Most Charlotteans are probably only familiar with Comic Book Stores from venturing into Stuart Bloom’s “Comic Center of Pasadena” in “The Big Bang Theory.”  To be sure, it is a parody of that type of store, and like most parodies it gets a lot of things right… but also just as many things wrong.  Where it goes wrong is where Charlotte’s own comic bookstore Heroes aren’t Hard to Find goes right.  Now in its 40th year, Heroes (as it’s popularly known) is still owned and managed by the remarkable Shelton Drum, who brings self-confidence, vision, and knowledge to his work where poor Stuart could only bring a sense of despair and insecurity.  Forty years ago, we were all—young and old—in need of comic-book stores, as we watched mom and pop stores, with racks of magazines and comic book,s give way to corporate chains that could never thrive on the profits from the sale of a (then) 40¢ comic.  The opening of Heroes also coincided with new visions of what comics should look like.  The graphic novel, a now established genre of literature, was just emerging in works such as Will Eisner’s Contract with God and Art Spiegelman’s Maus, and Alan Moore’s V for Vendetta and Watchmen would be published within a decade.  While it’s true that comics also became darker, more thoughtful, and more complex, they were always—from their inception– as Shelton understood, a vital part of the culture.  (He might deny being a “scholar,” but engage Shelton in a brief conversation about comic history and you’ll see that the title fits.)
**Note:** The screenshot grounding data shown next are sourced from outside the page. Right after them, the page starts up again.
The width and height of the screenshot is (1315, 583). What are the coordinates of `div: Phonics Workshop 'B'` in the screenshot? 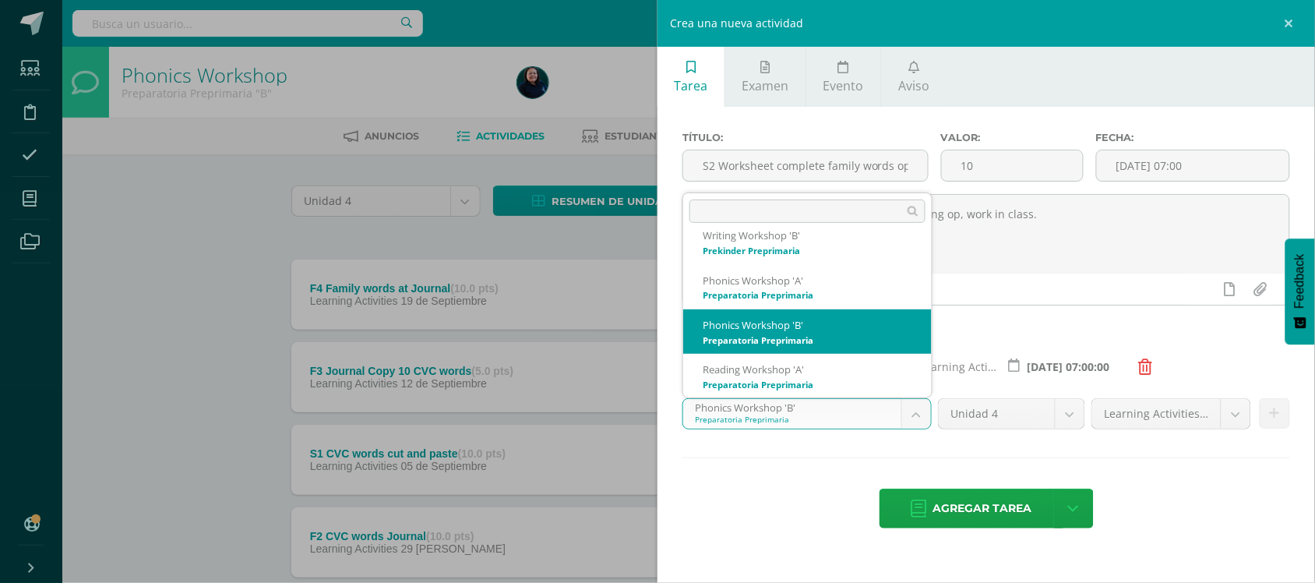 It's located at (807, 325).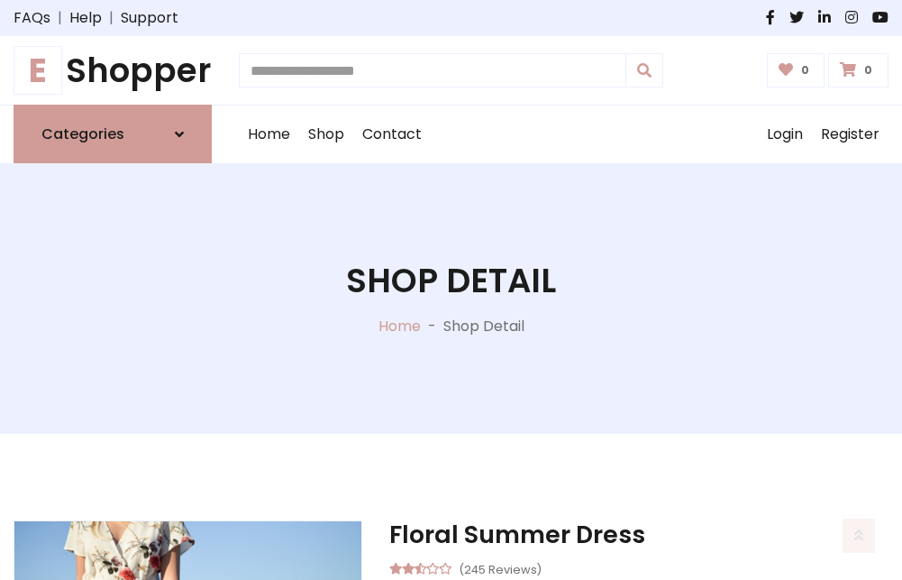  Describe the element at coordinates (392, 134) in the screenshot. I see `a: Contact` at that location.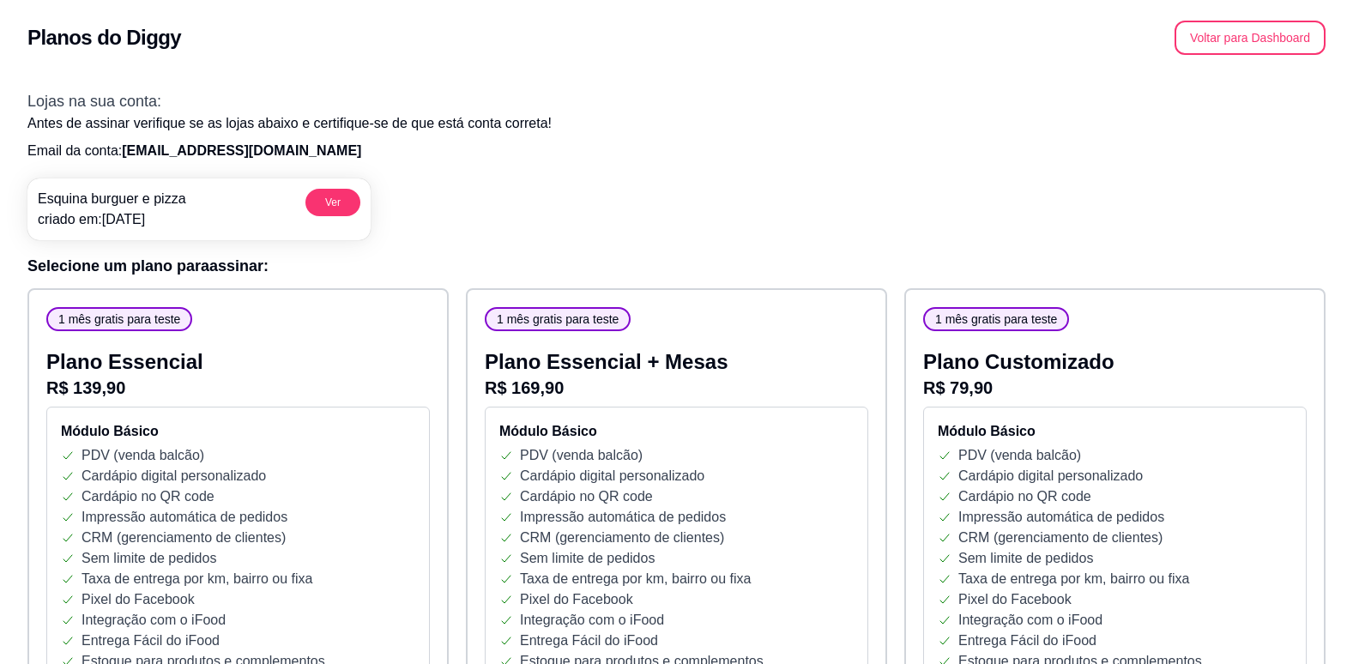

Shelton’s store was (and continues to be) a meeting place for everyone, whether they are children searching for delightful entertainment, adolescents looking for escape and validation, or adults eager to immerse themselves in new and challenging narratives.  And yes, the audience includes girls, women, and persons of color too, as the genre has developed important characters who are strong, independent, and self-determining.  One sees this not only in Shelton’s store, but in the remarkable annual conference called HeroesCon, which has drawn (before Covid) thousands and thousands of people, from artist and writers to cos-players to parents and kids, to Charlotte every year. Shelton recently made the conference free to children under 18, recognizing that all kids should be a part of the Heroes-Con experience. For me, Heroes (only blocks away from where I live), is a neighborhood experience. But I have come to depend on the store, with Shelton and the remarkably loyal staff he has assembled, including Seth, Elias, Karla, Samuel, and Phil, as a source of knowledge for the works that will appear in my Graphic Novel course syllabus.  But the reach of Heroes and of Shelton’s impact extends beyond the neighborhood, not only to Charlotte, where it is a legitimate “institution” (sometimes a bit crazy, though certainly not like Arkham), but to North Carolina, the southeast, and across the country. So, Happy Birthday Shelton and “Heroes,” and thank you for making Charlotte a little weirder and a lot better!

As Alan’s comments indicate, Shelton Drum is much more than a successful business person.  Many of Shelton’s customers see their weekly visits to Heroes as both a cultural and a community-building experience, and many families in the southeast incorporate HeroesCon into their Father’s Day celebrations.  In the past forty years, Shelton Drum has contributed in countless ways to Charlotte’s community of readers and writers. He is one of Storied Charlotte’s heroes.